Rethinking Pension Fund Reforms in Nigeria (Part II):
Author: Anonymous (Published with permission)
Beyond Short-Termism
The conversation on pensions cannot stop at asset allocation and mark-to-market rules. There are other questions staring us in the face, especially around contributors’ needs, credibility of the system, and whether we are truly building a pension industry that is fit for purpose.
Offshore Investing: Nice-to-Have or Necessary?
Offshore investing looks attractive on paper. Diversification is standard practice around the world and helps funds reduce concentration risk while improving returns. For Nigerian PFAs, the case is strong. But the real stumbling block may be the Central Bank. With reserves under constant pressure, the CBN is unlikely to smile at the idea of billions of pension naira going abroad. From their chair, it is not a technical matter but a survival one.
So the question is not whether offshore makes sense but whether Nigeria is ready for that bus to leave the park. PenCom can and should advocate, but until reserves are comfortable, this debate may remain a seminar topic.
The Two-Pot Solution: Learning from South Africa
Nigeria has no social welfare net. When things get tough, people naturally look for relief wherever they can find it, and pensions quickly become the first option. The problem is that our current system is too rigid. Contributors are allowed a one-time 25 percent withdrawal after four months of unemployment, but then they are locked out for another five years.
South Africa solved a similar problem with what they call the Two-Pot System. One pot is for emergencies and can be accessed once a year with tax implications. The other pot is strictly for retirement and cannot be touched. Every year, contributions are split between the two.
Adopting something similar in Nigeria could be a game changer. It balances long-term security with short-term flexibility, and it saves regulators from the endless lobbying that arise when people demand access.
Think of it like Nigerian jollof and plantain. The jollof is the main course, meant to simmer and grow over time. The plantain is the quick bite, ready when hunger cannot wait. Both are needed on the plate.
External Fund Valuation: Building Trust
As portfolios become more complex, credibility will matter even more. Right now, PFAs and custodians mark their own books. Globally, that is not how it is done. Independent fund valuers are used to reassure contributors that numbers are real and not house-marked.
Firms like RisCura and Alexander Forbes, or the global Big Four and their local affiliates, can play this role. For illiquid assets like infrastructure and private equity, it is a requirement. In Nigeria, assets are already held by custodians, so bringing in external valuers simply completes the trust chain.
It frees PFAs to focus on investing, while professionals handle the valuations. The message to contributors is clear: your money is being counted with independent eyes.
Scale, Systems and the Future of PFAs
Finally, PFAs need better tools. The system built in 2004 was fine for a world of government bonds and fixed deposits. But if Nigeria is serious about alternatives and long-term investing, the technology must catch up.
Globally, funds use sophisticated platforms such as BlackRock’s Aladdin or SimCorp Dimension. These systems allow managers to monitor risk in real time, run simulations, and match assets to long-term liabilities. Without them, PFAs are managing trillions with spreadsheets and monthly reports.
The problem is cost. These systems are expensive, and smaller PFAs will struggle. Scale will matter. Consolidation may not be a comfortable topic, but if we want world-class pensions, operators need world-class tools.
Part II of this discussion highlights three truths. Offshore investing is attractive but politically difficult until reserves are strong. Nigeria’s lack of social welfare makes a Two-Pot system not just desirable but necessary. And credibility in a maturing market requires external valuations and stronger systems.
Each reform points in the same direction: building a pension industry that is flexible, trustworthy, and future-ready. The foundation has been laid since 2004. Now the task is modernisation.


» Task item:
Across the listing below, how many lines have the word "pixels" in them? Provide only the number.

» Provided records:
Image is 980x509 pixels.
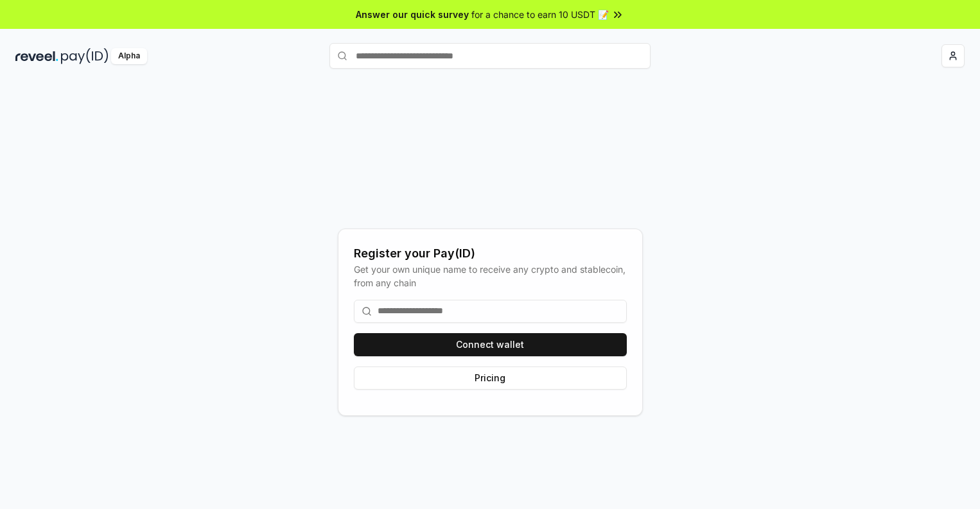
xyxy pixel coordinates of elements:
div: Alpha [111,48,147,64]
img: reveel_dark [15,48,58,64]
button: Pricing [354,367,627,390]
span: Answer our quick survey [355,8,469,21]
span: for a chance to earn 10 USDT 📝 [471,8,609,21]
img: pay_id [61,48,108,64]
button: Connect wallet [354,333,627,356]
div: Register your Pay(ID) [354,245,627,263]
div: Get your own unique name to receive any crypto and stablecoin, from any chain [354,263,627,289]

* * *

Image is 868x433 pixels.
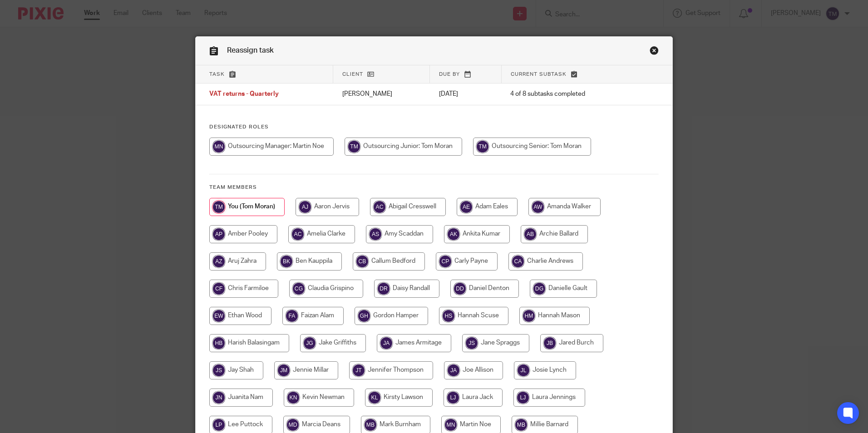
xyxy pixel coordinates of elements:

...

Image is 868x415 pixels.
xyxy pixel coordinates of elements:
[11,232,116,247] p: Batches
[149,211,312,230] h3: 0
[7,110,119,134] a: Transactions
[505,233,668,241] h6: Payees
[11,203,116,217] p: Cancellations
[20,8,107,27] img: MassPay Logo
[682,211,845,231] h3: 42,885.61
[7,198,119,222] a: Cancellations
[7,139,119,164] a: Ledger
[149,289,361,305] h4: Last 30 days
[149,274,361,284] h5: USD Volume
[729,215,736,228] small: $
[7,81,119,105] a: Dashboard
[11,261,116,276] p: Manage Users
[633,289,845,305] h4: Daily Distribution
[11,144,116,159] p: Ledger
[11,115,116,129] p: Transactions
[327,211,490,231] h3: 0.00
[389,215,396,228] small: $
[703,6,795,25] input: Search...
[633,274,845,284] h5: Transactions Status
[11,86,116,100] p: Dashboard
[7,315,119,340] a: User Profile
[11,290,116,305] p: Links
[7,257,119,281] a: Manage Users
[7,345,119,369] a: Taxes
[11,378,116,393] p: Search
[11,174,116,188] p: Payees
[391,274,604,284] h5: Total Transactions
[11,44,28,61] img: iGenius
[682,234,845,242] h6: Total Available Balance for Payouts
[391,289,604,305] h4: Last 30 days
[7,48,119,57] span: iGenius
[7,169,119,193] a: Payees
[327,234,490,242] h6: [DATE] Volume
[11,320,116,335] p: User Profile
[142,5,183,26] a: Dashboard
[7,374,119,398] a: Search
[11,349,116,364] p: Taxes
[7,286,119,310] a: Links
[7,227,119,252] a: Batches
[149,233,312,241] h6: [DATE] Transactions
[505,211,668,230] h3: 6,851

» Your response:
3